How to play acoustic guitar like Yes's Steve Howe
Take a closer look at Howe’s acoustic output with this timeless prog act
While Steve Howe is perhaps best known for his electric and acoustic guitar contributions to the progressive rock band Yes, the uber-eclectic axman has also played key roles in bands like Asia and GTR and released well over a dozen solo albums.
When Howe joined Yes in 1970, his classical influences, jazz-tinged electric guitar lines and general 'experimental' musical nature had a profound impact on the band’s art-rock sound, resulting in a string of classic '70s-era progressive rock records like The Yes Album, Fragile and Close to the Edge.
Furthermore, live Yes photos from this era show Howe wielding 'unlikely' rock instruments, including a Gibson ES-175 electric and innumerable steel-, nylon- and 12-string acoustic guitars. In doing so, he made many guitarists reconsider their own perceptions of what makes an 'acceptable' rock axe.
Let’s take a closer look at Howe’s acoustic output with this timeless prog act. Howe uses a pick-and-fingers (“hybrid- picking”) technique on Clap (The Yes Album, 1970), an acoustic solo piece that informs FIGURE 1.
Grip your pick between your thumb and index finger and pluck with your middle (m) and ring (a) fingers. Get the D/A pattern together first - downstroke the lowest note, pluck the highest with your ring finger (a) and then downstroke the chord’s middle notes - and pick/pluck the remaining chords in a similar manner.
This figure’s last four bars feature E7 chord fragments shifted up the neck, played with a 'banjo-rolling' technique and punctuated with a strummed E6/9 chord. Howe’s intro to Roundabout (Fragile, 1971), not unlike FIGURE 2, is also performed using hybrid picking and is played in “free time” (with no discernible pulse) for expressive effect. After sounding the signature harmonics, “pre-fret” the third, fifth and seventh frets along the high E string, and pull off.

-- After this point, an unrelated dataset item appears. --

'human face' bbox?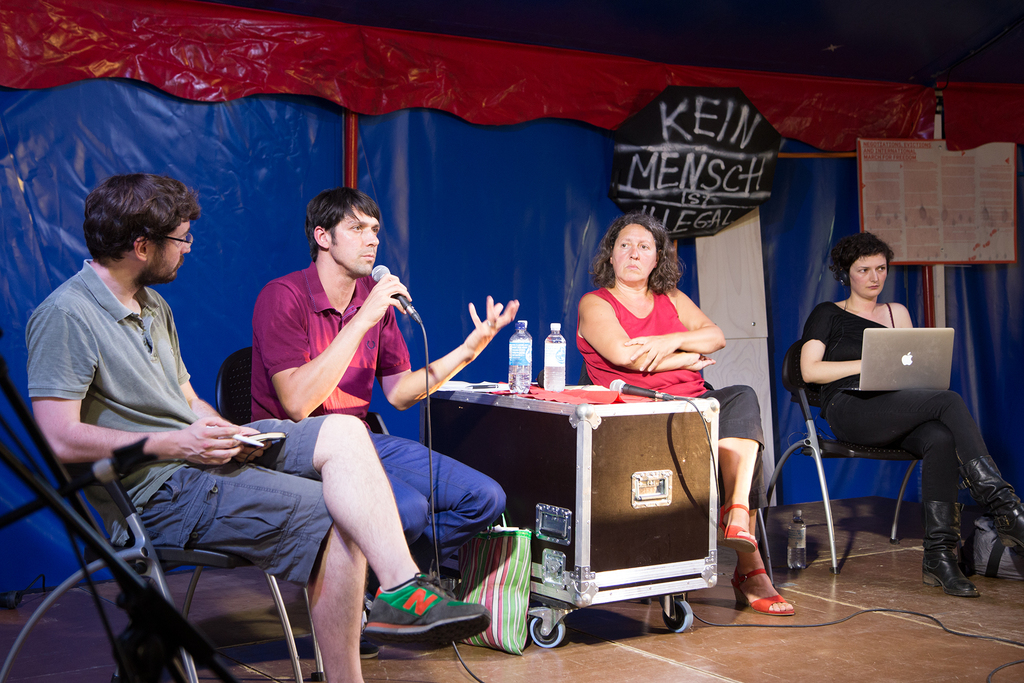
<region>148, 208, 194, 278</region>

For Am, G and D/F#, pick the bass notes and pluck the B and G strings with your ring and middle fingers, respectively. Now let’s put the pick aside and focus on Howe’s fingerstyle chops.

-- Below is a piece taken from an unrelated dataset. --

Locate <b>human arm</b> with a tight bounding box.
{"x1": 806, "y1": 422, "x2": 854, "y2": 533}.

Mood for a Day (Fragile, 1971) is a flamenco-influenced (with Celtic overtones) nylon-string solo piece featuring counterpoint moves - upper-register scalar lines played over shifting bass notes - like those in FIGURE 3a. Pluck each bass note with your thumb (p), using your middle and index fingers to sound notes on the top three strings.
FIGURE 3b is reminiscent of another recurring theme in the piece and requires all four fret-hand fingers for high-E string pull- offs while low open strings sound beneath. Our final examples are inspired by the song Masquerade (Union, 1991) and fall in open position, decorating a D chord.
Fret Dsus2 in FIGURE 4a with your index and middle fingers on the G and B strings, respectively; this frees up your other fingers to add hammer-on/ pull-off ornaments and comfortably grab later chords. FIGURE 4b embellishes the open D with sixths intervals (two notes, six scale steps apart), played with hammer-ons and pull-offs and plucked with the index (i) and ring (a) fingers, throughout.
Thank you for reading 5 articles this month**
Join now for unlimited access
US pricing $3.99 per month or $39.00 per year
UK pricing £2.99 per month or £29.00 per year
Europe pricing €3.49 per month or €34.00 per year
*Read 5 free articles per month without a subscription
Get The Pick Newsletter
All the latest guitar news, interviews, lessons, reviews, deals and more, direct to your inbox!
A singer-songwriter/multi-instrumentalist/film composer, Musician's Institute instructor, and author of 50+ transcription/instructional books, Dale Turner is also Guitar World's "Hole Notes"/"Acoustic Nation" columnist, and the former West Coast Editor of Guitar One magazine. Some of Dale’s old, weird, rare, and/or exotic instruments are featured in his score for WEEDS, the first animated short completed within the Filmmakers Co-op at Disney Feature Animation. His most recent CD, Mannerisms Magnified, was praised by Guitar Player magazine for its "Smart pop tunes that are crammed with interesting guitar parts and tones ... Like what the Beach Boys might do if they were on an acid trip that was on the verge of getting out of control. Yeah!"